Review of Marvel Zombies 5 #1-2

Posted By on May 15, 2010

Aha, Fred Van Lente, we meet again. Have at you, sir!

So, Marvel Zombies 5 has kicked off in a much more low-key fashion than the big Marvel Zombies alternate-universe-extravanganza ‘Marvel Zombies Return’. So low-key I entirely missed the first issue coming out. Oopsie! Bad activist, bad!

Ahem. Ok. MZ-5 picks up as a sequel of sorts to MZ 3, rather than MZ 4; it concerns Machine Man and a universe-hopping quest to find and isolate all the varieties of the ‘plague’ that causes Zombies to rise from the grave which, Marvel seems certain, is dramatically worse than rotting in the ground quietly.

Typical. The dead should be quiet and accept their tiny allocation of space. Instead of forty acres and a mule, dead people get what, 20 square feet and a pine box? Outrageous!

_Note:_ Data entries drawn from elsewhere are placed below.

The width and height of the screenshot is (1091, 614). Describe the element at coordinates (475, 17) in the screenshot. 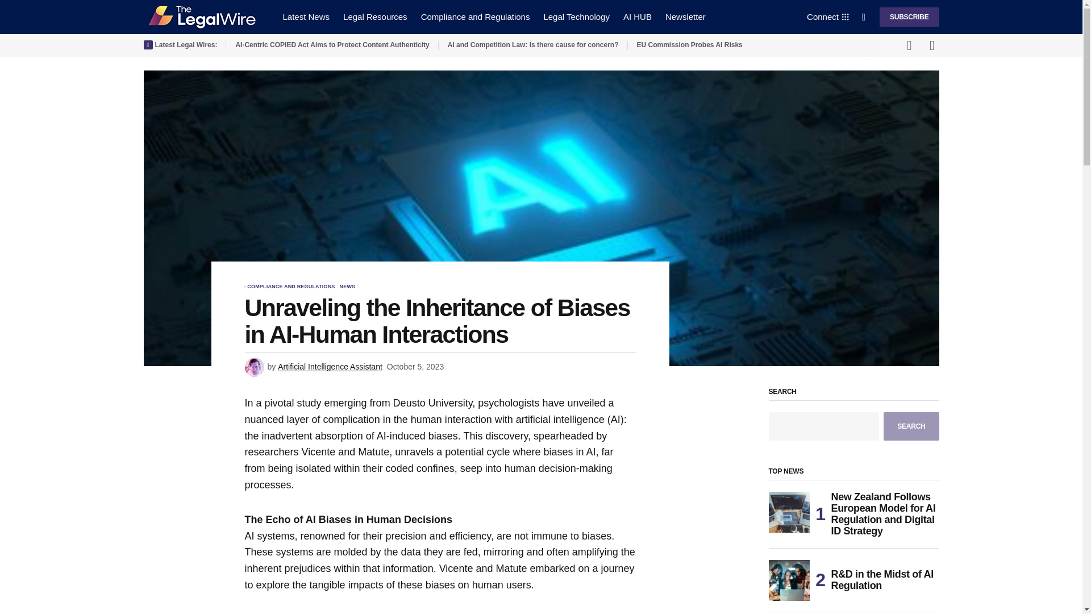

I see `Compliance and Regulations` at that location.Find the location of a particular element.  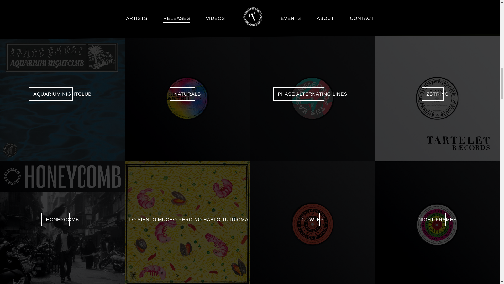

Anyway, Machine Man’s girlfriend Jocasta left him for her first husband, and MM has taken to drinking himself silly on stolen beer as a response. Unfortunately for Zombies (but fortunately for Marvel’s sales department), the alternate-universe monitoring secret agency A.R.M.O.R. has this new mission for him, and sends Howard the Duck, of all people/things, to supervise the alcoholic android.

Yeah. Ok.

In the first issue the two Zombie hunters travel to a ‘Frontier’ dimension, in other words, a Western Comic. A green-glowing meteor from space has fallen to Earth, and the radiation it emits will cause anyone who has died and not completely decomposed to rise as a ‘Romero’ type Zombie (Marvel’s terminology).

mz5_1

Far be it from me to quibble, but in Romero movies, so far as I can tell, only the *recently* dead rise, whereas people very long dead indeed, in an era before modern embalming or preservatives in your food, crawl out of the grave looking remarkably spry in this comic.

At any rate, this town was unfortunately a bit of a tourist trap whose main attraction was dead gunslingers, so this means: Gunslinger Zombies. The only person who can stop these pistol-packing flesh-munchers is a gunslinger with mystic speed powers and a sassy daughter. Can they save Wild West Earth?

In Issue #2, said sassy girl, now with her own speedy superpowers, has joined the team and they travel to a post-apocalyptic world conquered by the Martians from HG Wells. Zombies barely make an appearance in this comic, as it mostly concerns a world operating in your high-fantasy/quasi-sci-fi far-future-alien-struggle mode. Think, obviously, War of the Worlds, crossed with a bit of The Book of the New Sun. Primitive tribes of humanity fighting against strange outsiders who use technology so advanced it might as well be magic. (for those of you into grim children’s literature, it also resembles the Tripods series of books for kids, only with a fair amount of gooey gore)

mz5_2

Overall, MZ 5 seems to be striving for a laid-back, low-drama form of Zombie Bashing. Lots of light-hearted humor, a talking duck with a penchant for huge guns and a severely inebriated, borderline suicidal robot leaven the gore, which has also been toned down from earlier MZ series. MZ 5 is the slow pleasure cruise of alternate universe Zombie Hatred, in no particular hurry to get where it’s going, just enjoying the trip and its smug Lifeist superiorities.